Immune checkpoint inhibitors (ICIs) have revolutionized treatment outcomes for patients with advanced non-small cell lung cancer (NSCLC); however, a fraction of patients fail to respond to ICI therapy or show no long-term benefits.1 This Phase 3 randomized trial demonstrated that administering immunochemotherapy earlier in the day (<15:00) significantly improved progression-free survival (PFS) and overall survival (OS) compared with later administration in patients with advanced non-small cell lung cancer (NSCLC). Early dosing was also associated with higher response rates and more favorable CD8+ T-cell activation profiles, without increasing toxicity. These findings suggest that time-of-day optimization represents a simple, cost-neutral strategy to enhance immunotherapy efficacy.
Study Objective
Most published clinical trials investigating ICIs have not addressed the potential influence of circadian rhythms in trial design; Circadian rhythms can significantly impact the distribution and function of immune cells, and large-scale real-world data analyses have reported better treatment outcomes with early time-of-day administration.2,3 This study aimed to prospectively evaluate whether the time (early vs. late) of day that immunochemotherapy is administered impacts clinical outcomes in patients with advanced NSCLC, specifically assessing effects on PFS, OS, and ORR.
LungTIME-C01 (Time-of-Day Immunochemotherapy in Advanced NSCLC) Study Design (NCT05549037)
- Study Design: Prospective, randomized, single-center, open-label phase 3 trial
- Participants: 210 patients with treatment-naive stage IIIC-IV NSCLC without driver mutations (EGFR/ALK/ROS1)
- 190 (90.5%) – male
- 171 (81.4%) – history of smoking
- Treatment: 77.1% of patients (n=162) received sintilimab, and the remaining 22.9% (n=48) received pembrolizumab.
- Treatment Administration: Patients received chemo-immunotherapy with anti-PD-1 agents administered either early (<15:00) or late (≥ 15:00), during the first four cycles.
- Primary Endpoint: PFS

Key Efficacy Outcomes
- Primary:
- PFS: 11.3 months (early) vs. 5.7 months (late); Hazard ratio (HR) 0.40 (P<0.001)
- Secondary:
- OS: 28.0 months (early) vs. 16.8 months (late); HR 0.42 (P<0.001)
- ORR: 69.5% (early) vs. 56.2% (late) (P = 0.046)


The benefit of early administration was consistent across most subgroups.
Safety


✔ No new safety signals; adverse events consistent with known profile.
✔ No significant differences in immune-related adverse events between groups.
Mechanistic Insights
- Early time-of-day treatment is associated with:
- Increased circulating CD8+ T-cells
- Higher ratio of activated (CD8+HLA-DR+) to exhausted (TIM-3+PD-1+) CD8+ T-cells
- Suggests enhanced antitumor immune activity with earlier dosing
Conclusions
- Early time-of-day administration of immunochemotherapy significantly improves survival outcomes without added toxicity.
- This approach represents a simple, cost-neutral optimization strategy with potential implications for clinical practice and trial design.
Sources:
- Huang MY, Jiang XM, Wang BL, Sun Y, Lu JJ. Combination therapy with PD-1/PD-L1 blockade in non-small cell lung cancer: strategies and mechanisms. Pharmacol Ther. 2021;219:107694. doi:10.1016/j.pharmthera.2020.107694.
- Huang, Z., Zeng, L., Ruan, Z. et al. Time-of-day immunochemotherapy in non-small cell lung cancer: a randomized phase 3 trial. Nat Med (2026). https://doi.org/10.1038/s41591-025-04181-w.
- Huang Z, Karaboué A, Zeng L, et al. Overall survival according to time-of-day of combined immuno-chemotherapy for advanced non-small cell lung cancer: a bicentric bicontinental study. EBioMedicine. 2025;113:105607. doi:10.1016/j.ebiom.2025.105607.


> **YOUR ASSIGNMENT**: Copy out every line holding the string "about" from the records below.

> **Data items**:
>>>
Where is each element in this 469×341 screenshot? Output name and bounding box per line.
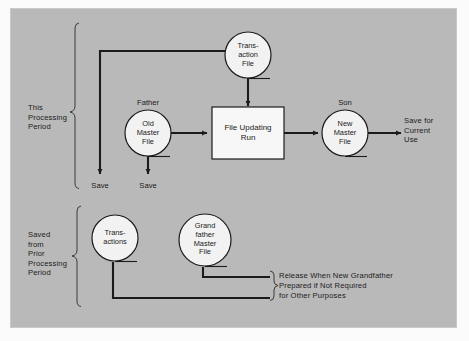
brace-release-note bbox=[270, 271, 278, 301]
connector-grandfather-to-release bbox=[203, 267, 270, 277]
diagram-vector-layer bbox=[0, 0, 469, 341]
brace-this-processing-period bbox=[70, 23, 79, 189]
node-transactions[interactable] bbox=[92, 215, 138, 261]
annotation-save-old-master: Save bbox=[139, 181, 156, 190]
label-file-updating-run: File Updating Run bbox=[212, 123, 284, 143]
annotation-release-note: Release When New Grandfather Prepared if… bbox=[279, 271, 393, 302]
node-new-master-file[interactable] bbox=[322, 110, 368, 156]
connector-transaction-to-save bbox=[100, 51, 226, 174]
diagram-canvas: This Processing Period Saved from Prior … bbox=[0, 0, 469, 341]
node-old-master-file[interactable] bbox=[125, 110, 171, 156]
node-transaction-file[interactable] bbox=[225, 32, 271, 78]
group-label-this-processing-period: This Processing Period bbox=[28, 103, 67, 132]
group-label-prior-processing-period: Saved from Prior Processing Period bbox=[28, 230, 67, 278]
connector-transactions-to-release bbox=[113, 262, 270, 298]
caption-father: Father bbox=[137, 98, 159, 107]
annotation-save-for-current-use: Save for Current Use bbox=[404, 116, 433, 145]
brace-prior-processing-period bbox=[72, 206, 81, 307]
node-grandfather-master-file[interactable] bbox=[179, 214, 231, 266]
caption-son: Son bbox=[338, 98, 352, 107]
annotation-save-transactions: Save bbox=[91, 181, 108, 190]
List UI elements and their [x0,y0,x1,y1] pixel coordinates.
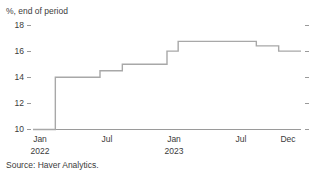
xtick-label-jan-2022: Jan [20,134,60,144]
xtick-label-jul-2023: Jul [221,134,261,144]
xtick-label-jul-2022: Jul [87,134,127,144]
source-note: Source: Haver Analytics. [6,160,99,170]
xtick-year-2023: 2023 [154,146,194,156]
xtick-label-dec-2023: Dec [268,134,308,144]
xtick-year-2022: 2022 [20,146,60,156]
xtick-label-jan-2023: Jan [154,134,194,144]
chart-container: %, end of period 18 16 14 12 10 Jan 2022… [0,0,320,175]
policy-rate-series [33,41,301,129]
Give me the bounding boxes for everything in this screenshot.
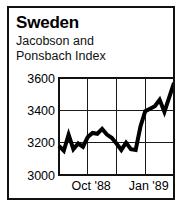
x-axis-tick-labels: Oct '88Jan '89 xyxy=(72,179,169,193)
y-axis-tick-label: 3400 xyxy=(27,104,55,118)
y-axis-tick-labels: 3600340032003000 xyxy=(27,72,55,183)
x-axis-tick-label: Jan '89 xyxy=(129,179,169,193)
chart-figure: Sweden Jacobson and Ponsbach Index 36003… xyxy=(7,6,175,200)
line-chart-svg: 3600340032003000 Oct '88Jan '89 xyxy=(9,8,175,200)
y-axis-tick-label: 3000 xyxy=(27,169,55,183)
plot-area: 3600340032003000 Oct '88Jan '89 xyxy=(9,8,175,200)
y-axis-tick-label: 3600 xyxy=(27,72,55,86)
y-axis-tick-label: 3200 xyxy=(27,136,55,150)
x-axis-tick-label: Oct '88 xyxy=(72,179,111,193)
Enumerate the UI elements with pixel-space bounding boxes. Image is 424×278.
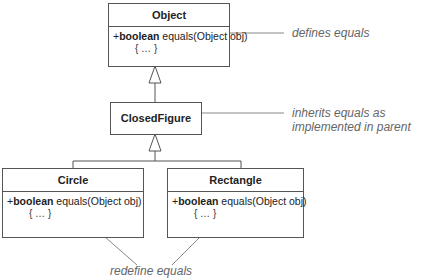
inheritance-arrow-icon: [149, 134, 161, 151]
note-line-circle: [105, 237, 137, 265]
class-closedfigure: ClosedFigure: [110, 102, 202, 135]
method-body: { … }: [3, 207, 143, 219]
method-body: { … }: [109, 42, 229, 54]
class-name: ClosedFigure: [111, 103, 201, 134]
class-circle: Circle +boolean equals(Object obj) { … }: [2, 168, 144, 238]
method-equals: +boolean equals(Object obj): [168, 192, 303, 207]
method-equals: +boolean equals(Object obj): [109, 27, 229, 42]
class-name: Rectangle: [168, 169, 303, 191]
method-body: { … }: [168, 207, 303, 219]
note-line-rectangle: [172, 237, 200, 265]
note-defines-equals: defines equals: [292, 26, 369, 40]
note-redefine-equals: redefine equals: [110, 264, 192, 278]
class-name: Circle: [3, 169, 143, 191]
class-rectangle: Rectangle +boolean equals(Object obj) { …: [167, 168, 304, 238]
note-inherits-equals: inherits equals as implemented in parent: [292, 106, 411, 134]
method-equals: +boolean equals(Object obj): [3, 192, 143, 207]
inheritance-arrow-icon: [149, 66, 161, 83]
class-object: Object +boolean equals(Object obj) { … }: [108, 3, 230, 67]
class-name: Object: [109, 4, 229, 26]
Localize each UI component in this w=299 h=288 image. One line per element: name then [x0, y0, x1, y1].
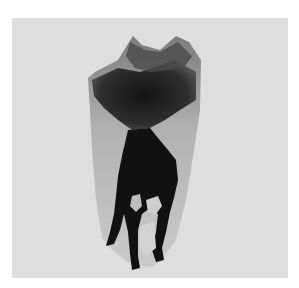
tooth-radiograph [0, 0, 299, 288]
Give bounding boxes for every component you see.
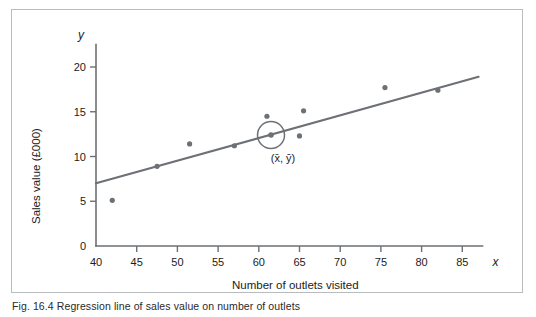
y-axis-title: Sales value (£000) <box>30 128 42 224</box>
x-axis-title: Number of outlets visited <box>232 279 359 291</box>
y-tick-label: 15 <box>12 106 86 118</box>
figure-caption: Fig. 16.4 Regression line of sales value… <box>12 300 300 312</box>
data-points-group <box>110 85 441 203</box>
figure-container: 40455055606570758085 05101520 Number of … <box>0 0 536 317</box>
mean-data-point <box>268 132 274 138</box>
data-point <box>382 85 387 90</box>
y-tick-label: 20 <box>12 61 86 73</box>
data-point <box>187 141 192 146</box>
x-axis-symbol: x <box>493 255 499 269</box>
x-tick-label: 40 <box>90 256 102 268</box>
data-point <box>110 198 115 203</box>
data-point <box>154 164 159 169</box>
x-tick-label: 70 <box>334 256 346 268</box>
scatter-plot-canvas <box>12 10 524 294</box>
data-point <box>264 114 269 119</box>
data-point <box>297 133 302 138</box>
x-tick-label: 60 <box>253 256 265 268</box>
data-point <box>301 108 306 113</box>
x-tick-label: 45 <box>131 256 143 268</box>
x-tick-label: 80 <box>415 256 427 268</box>
data-point <box>435 88 440 93</box>
x-tick-label: 75 <box>375 256 387 268</box>
x-tick-label: 50 <box>171 256 183 268</box>
regression-line-group <box>96 77 479 184</box>
x-tick-label: 65 <box>293 256 305 268</box>
plot-axes <box>90 45 483 252</box>
x-tick-label: 55 <box>212 256 224 268</box>
y-tick-label: 10 <box>12 151 86 163</box>
x-tick-label: 85 <box>456 256 468 268</box>
y-tick-label: 0 <box>12 240 86 252</box>
figure-frame: 40455055606570758085 05101520 Number of … <box>11 9 523 293</box>
mean-marker-group <box>258 122 285 149</box>
y-tick-label: 5 <box>12 195 86 207</box>
data-point <box>232 143 237 148</box>
mean-point-annotation: (x̄, ȳ) <box>271 152 295 164</box>
regression-line <box>96 77 479 184</box>
y-axis-symbol: y <box>78 28 84 42</box>
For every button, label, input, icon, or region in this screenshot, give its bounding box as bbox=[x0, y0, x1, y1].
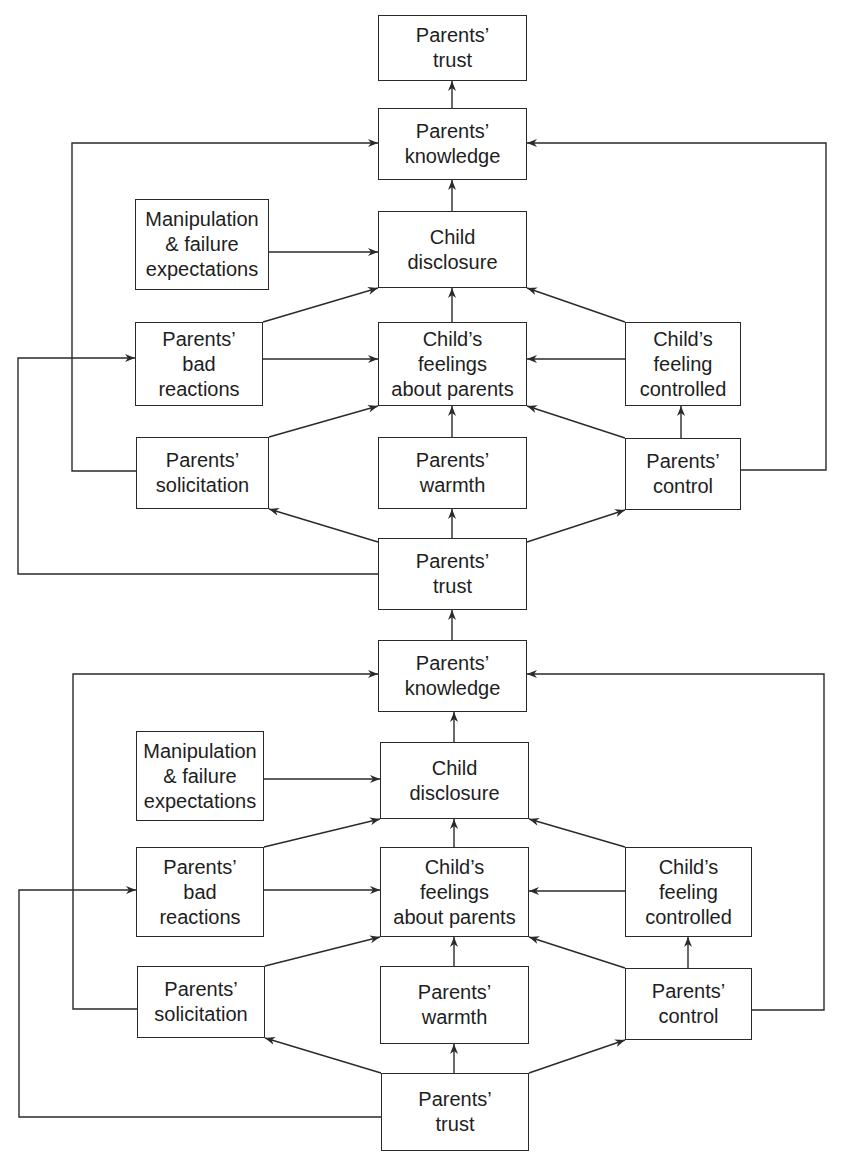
node-label: Parents’ warmth bbox=[416, 448, 489, 498]
node-label: Parents’ trust bbox=[418, 1087, 491, 1137]
node-t1_badreact: Parents’ bad reactions bbox=[135, 322, 263, 406]
node-label: Child’s feelings about parents bbox=[391, 327, 513, 402]
arrow-b_control-to-b_feelings bbox=[529, 937, 625, 968]
node-label: Parents’ knowledge bbox=[405, 651, 501, 701]
node-label: Parents’ trust bbox=[416, 23, 489, 73]
node-label: Parents’ control bbox=[646, 449, 719, 499]
node-label: Parents’ control bbox=[652, 979, 725, 1029]
node-mid_trust: Parents’ trust bbox=[378, 538, 527, 610]
arrow-t1_solicit-to-t1_knowledge bbox=[72, 143, 378, 471]
arrow-t1_feelctrl-to-t1_disclosure bbox=[527, 288, 625, 322]
node-b_feelctrl: Child’s feeling controlled bbox=[625, 847, 752, 937]
node-label: Parents’ bad reactions bbox=[159, 855, 240, 930]
node-label: Parents’ bad reactions bbox=[158, 327, 239, 402]
node-label: Child disclosure bbox=[409, 756, 499, 806]
arrow-t1_badreact-to-t1_disclosure bbox=[263, 288, 378, 322]
node-t1_knowledge: Parents’ knowledge bbox=[378, 108, 527, 180]
node-label: Parents’ knowledge bbox=[405, 119, 501, 169]
node-label: Parents’ solicitation bbox=[156, 448, 249, 498]
arrow-b_solicit-to-b_knowledge bbox=[73, 674, 378, 1009]
node-t1_manip: Manipulation & failure expectations bbox=[135, 199, 269, 290]
node-label: Child’s feeling controlled bbox=[640, 327, 727, 402]
node-b_feelings: Child’s feelings about parents bbox=[380, 847, 529, 937]
node-label: Manipulation & failure expectations bbox=[145, 207, 258, 282]
arrow-b_feelctrl-to-b_disclosure bbox=[529, 819, 625, 847]
node-t1_control: Parents’ control bbox=[625, 438, 741, 510]
node-b_manip: Manipulation & failure expectations bbox=[136, 731, 264, 821]
arrow-b_trust-to-b_control bbox=[529, 1040, 625, 1073]
node-t1_warmth: Parents’ warmth bbox=[378, 437, 527, 509]
node-b_trust: Parents’ trust bbox=[381, 1073, 529, 1151]
node-label: Manipulation & failure expectations bbox=[143, 739, 256, 814]
node-b_solicit: Parents’ solicitation bbox=[137, 966, 265, 1038]
arrow-b_solicit-to-b_feelings bbox=[265, 937, 380, 966]
arrow-t1_control-to-t1_feelings bbox=[527, 406, 625, 438]
node-b_knowledge: Parents’ knowledge bbox=[378, 640, 527, 712]
arrow-mid_trust-to-t1_control bbox=[527, 510, 625, 542]
arrow-b_control-to-b_knowledge bbox=[527, 674, 824, 1010]
arrow-mid_trust-to-t1_solicit bbox=[269, 509, 378, 542]
node-t1_trust_out: Parents’ trust bbox=[378, 15, 527, 81]
node-label: Child’s feeling controlled bbox=[645, 855, 732, 930]
node-label: Child’s feelings about parents bbox=[393, 855, 515, 930]
node-b_warmth: Parents’ warmth bbox=[380, 966, 529, 1044]
arrow-b_badreact-to-b_disclosure bbox=[264, 819, 380, 847]
node-b_control: Parents’ control bbox=[625, 968, 752, 1040]
node-label: Parents’ trust bbox=[416, 549, 489, 599]
arrow-b_trust-to-b_solicit bbox=[265, 1038, 381, 1073]
node-t1_disclosure: Child disclosure bbox=[378, 211, 527, 288]
arrow-t1_solicit-to-t1_feelings bbox=[269, 406, 378, 437]
node-b_badreact: Parents’ bad reactions bbox=[136, 847, 264, 937]
node-label: Parents’ solicitation bbox=[154, 977, 247, 1027]
node-t1_feelctrl: Child’s feeling controlled bbox=[625, 322, 741, 406]
node-t1_solicit: Parents’ solicitation bbox=[136, 437, 269, 509]
node-label: Parents’ warmth bbox=[418, 980, 491, 1030]
node-b_disclosure: Child disclosure bbox=[380, 742, 529, 819]
node-t1_feelings: Child’s feelings about parents bbox=[378, 322, 527, 406]
node-label: Child disclosure bbox=[407, 225, 497, 275]
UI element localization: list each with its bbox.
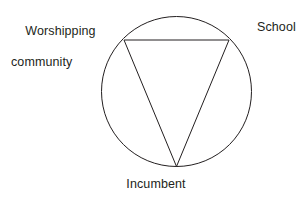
label-worshipping-community-line1: Worshipping — [25, 24, 95, 38]
label-worshipping-community: Worshipping community — [11, 8, 96, 101]
label-worshipping-community-line2: community — [11, 55, 96, 71]
diagram-canvas: Worshipping community School Incumbent — [0, 0, 306, 199]
outer-circle — [102, 17, 252, 167]
inverted-triangle — [124, 40, 229, 167]
label-school: School — [257, 20, 296, 36]
label-incumbent: Incumbent — [0, 177, 306, 193]
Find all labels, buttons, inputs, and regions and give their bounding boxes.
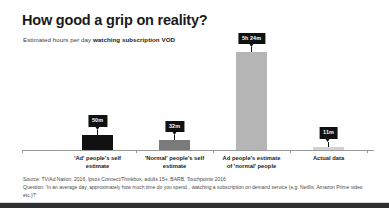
category-label-line: estimate <box>131 163 219 171</box>
chart-subtitle-strong: watching subscription VOD <box>93 36 175 43</box>
x-axis-category-label: Ad people's estimateof 'normal' people <box>208 155 296 171</box>
x-axis-category-label: 'Ad' people's selfestimate <box>54 155 142 171</box>
chart-subtitle: Estimated hours per day watching subscri… <box>23 36 175 43</box>
x-axis-line <box>22 150 374 151</box>
data-label-badge: 32m <box>165 121 184 132</box>
x-axis-category-label: 'Normal' people's selfestimate <box>131 155 219 171</box>
x-axis-category-label: Actual data <box>285 155 373 163</box>
data-label-stem <box>174 135 175 140</box>
bar[interactable] <box>159 140 190 150</box>
data-label-stem <box>97 130 98 135</box>
x-axis-tick <box>136 150 137 153</box>
footnote-question: Question: 'In an average day, approximat… <box>23 184 375 200</box>
page-title: How good a grip on reality? <box>22 12 208 28</box>
data-label-badge: 50m <box>88 115 107 126</box>
bar-column: 50m <box>82 52 113 150</box>
data-label-stem <box>328 142 329 147</box>
bar[interactable] <box>236 52 267 150</box>
data-label-stem <box>251 47 252 52</box>
slide-canvas: How good a grip on reality? Estimated ho… <box>0 0 389 208</box>
bottom-rule <box>0 203 389 208</box>
bar-column: 5h 24m <box>236 52 267 150</box>
category-label-line: Actual data <box>285 155 373 163</box>
data-label-badge: 5h 24m <box>238 33 265 44</box>
category-label-line: Ad people's estimate <box>208 155 296 163</box>
x-axis-tick <box>290 150 291 153</box>
chart-subtitle-plain: Estimated hours per day <box>23 36 93 43</box>
bar-column: 11m <box>313 52 344 150</box>
category-label-line: 'Normal' people's self <box>131 155 219 163</box>
bar-column: 32m <box>159 52 190 150</box>
x-axis-tick-origin <box>22 150 23 153</box>
footnote-source: Source: TV/Ad Nation, 2016, Ipsos Connec… <box>23 176 375 184</box>
category-label-line: 'Ad' people's self <box>54 155 142 163</box>
footnote: Source: TV/Ad Nation, 2016, Ipsos Connec… <box>23 176 375 199</box>
x-axis-tick <box>367 150 368 153</box>
category-label-line: of 'normal' people <box>208 163 296 171</box>
page-title-text: How good a grip on reality? <box>22 12 208 28</box>
x-axis-tick <box>213 150 214 153</box>
category-label-line: estimate <box>54 163 142 171</box>
bar-chart-plot-area: 50m32m5h 24m11m <box>22 52 374 150</box>
data-label-badge: 11m <box>319 127 338 138</box>
bar[interactable] <box>82 135 113 150</box>
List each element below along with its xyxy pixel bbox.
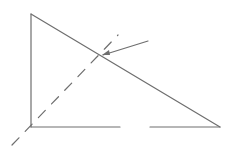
geometry-diagram: [0, 0, 235, 151]
triangle-hypotenuse: [31, 14, 220, 127]
pointer-arrow-head-icon: [102, 50, 110, 55]
dashed-line: [12, 35, 118, 145]
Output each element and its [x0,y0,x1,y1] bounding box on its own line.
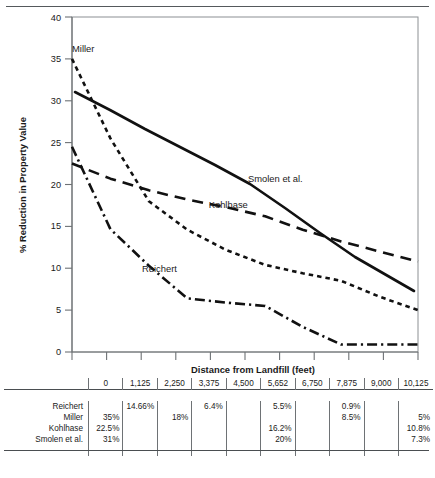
y-tick-label-40: 40 [51,13,61,23]
x-axis-ticks [72,352,418,360]
table-cell: 20% [261,434,295,445]
table-col-header: 6,750 [295,378,329,390]
y-axis-ticks [65,17,72,352]
table-col-header: 4,500 [226,378,260,390]
table-cell: 5.5% [261,401,295,412]
table-cell [123,434,157,445]
table-cell: 35% [89,412,123,423]
table-cell [226,434,260,445]
table-cell [157,423,191,434]
table-corner-cell [4,378,89,390]
table-cell [261,412,295,423]
table-header-row: 0 1,125 2,250 3,375 4,500 5,652 6,750 7,… [4,378,433,390]
table-col-header: 10,125 [398,378,433,390]
y-axis-tick-labels: 0 5 10 15 20 25 30 35 40 [51,13,61,358]
table-cell [364,412,398,423]
table-cell: 16.2% [261,423,295,434]
table-cell [192,412,226,423]
table-cell [123,412,157,423]
table-cell [398,401,433,412]
table-head-gap [4,390,433,402]
table-cell [192,423,226,434]
table-cell: 5% [398,412,433,423]
table-col-header: 2,250 [157,378,191,390]
table-col-header: 5,652 [261,378,295,390]
table-cell [295,412,329,423]
table-cell [364,423,398,434]
table-col-header: 0 [89,378,123,390]
table-cell: 14.66% [123,401,157,412]
table-cell [157,434,191,445]
y-tick-label-25: 25 [51,138,61,148]
table-row [4,390,433,402]
y-tick-label-20: 20 [51,180,61,190]
x-axis-title: Distance from Landfill (feet) [191,364,315,375]
data-table-body: Reichert 14.66% 6.4% 5.5% 0.9% Miller 35… [4,390,433,457]
y-tick-label-15: 15 [51,221,61,231]
table-cell: 18% [157,412,191,423]
table-row-label: Kohlhase [4,423,89,434]
table-cell: 7.3% [398,434,433,445]
y-tick-label-5: 5 [56,305,61,315]
data-table-head: 0 1,125 2,250 3,375 4,500 5,652 6,750 7,… [4,378,433,390]
y-tick-label-35: 35 [51,54,61,64]
table-cell: 10.8% [398,423,433,434]
table-cell: 22.5% [89,423,123,434]
table-row-label: Miller [4,412,89,423]
table-cell: 8.5% [330,412,364,423]
table-cell [157,401,191,412]
annotation-kohlhase: Kohlhase [209,199,248,210]
table-col-header: 1,125 [123,378,157,390]
table-row: Kohlhase 22.5% 16.2% 10.8% [4,423,433,434]
annotation-reichert: Reichert [142,263,177,274]
y-tick-label-10: 10 [51,263,61,273]
chart-canvas: 0 5 10 15 20 25 30 35 40 % Reduction in … [0,10,435,380]
annotation-smolen: Smolen et al. [248,173,303,184]
table-cell: 31% [89,434,123,445]
table-cell [330,423,364,434]
table-cell [192,434,226,445]
table-cell: 6.4% [192,401,226,412]
table-cell: 0.9% [330,401,364,412]
table-cell [123,423,157,434]
table-row-label: Reichert [4,401,89,412]
table-col-header: 7,875 [330,378,364,390]
table-cell [295,401,329,412]
line-chart: 0 5 10 15 20 25 30 35 40 % Reduction in … [0,10,435,380]
table-cell [226,423,260,434]
data-table: 0 1,125 2,250 3,375 4,500 5,652 6,750 7,… [4,378,433,456]
table-row: Reichert 14.66% 6.4% 5.5% 0.9% [4,401,433,412]
table-cell [364,434,398,445]
table-cell [295,423,329,434]
table-cell [330,434,364,445]
table-row: Smolen et al. 31% 20% 7.3% [4,434,433,445]
table-cell [364,401,398,412]
table-row: Miller 35% 18% 8.5% 5% [4,412,433,423]
table-cell [295,434,329,445]
y-axis-title: % Reduction in Property Value [17,117,28,253]
table-cell [89,401,123,412]
annotation-miller: Miller [72,43,94,54]
table-col-header: 3,375 [192,378,226,390]
top-divider-rule [6,6,429,7]
table-cell [226,401,260,412]
figure-root: 0 5 10 15 20 25 30 35 40 % Reduction in … [0,0,435,478]
plot-area-frame [72,17,418,352]
table-col-header: 9,000 [364,378,398,390]
y-tick-label-30: 30 [51,96,61,106]
table-row-label: Smolen et al. [4,434,89,445]
y-tick-label-0: 0 [56,347,61,357]
table-bottom-rule [4,450,429,451]
data-table-wrap: 0 1,125 2,250 3,375 4,500 5,652 6,750 7,… [0,378,435,468]
table-cell [226,412,260,423]
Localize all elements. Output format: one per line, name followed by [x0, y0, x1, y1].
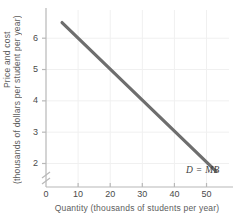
<<<
> **SOLUTION TO THIS PROBLEM**:
node-label: Child’s feelings about parents bbox=[391, 327, 513, 402]
node-b_feelings: Child’s feelings about parents bbox=[380, 847, 529, 937]
node-label: Child’s feelings about parents bbox=[393, 855, 515, 930]
node-t1_feelings: Child’s feelings about parents bbox=[378, 322, 527, 406]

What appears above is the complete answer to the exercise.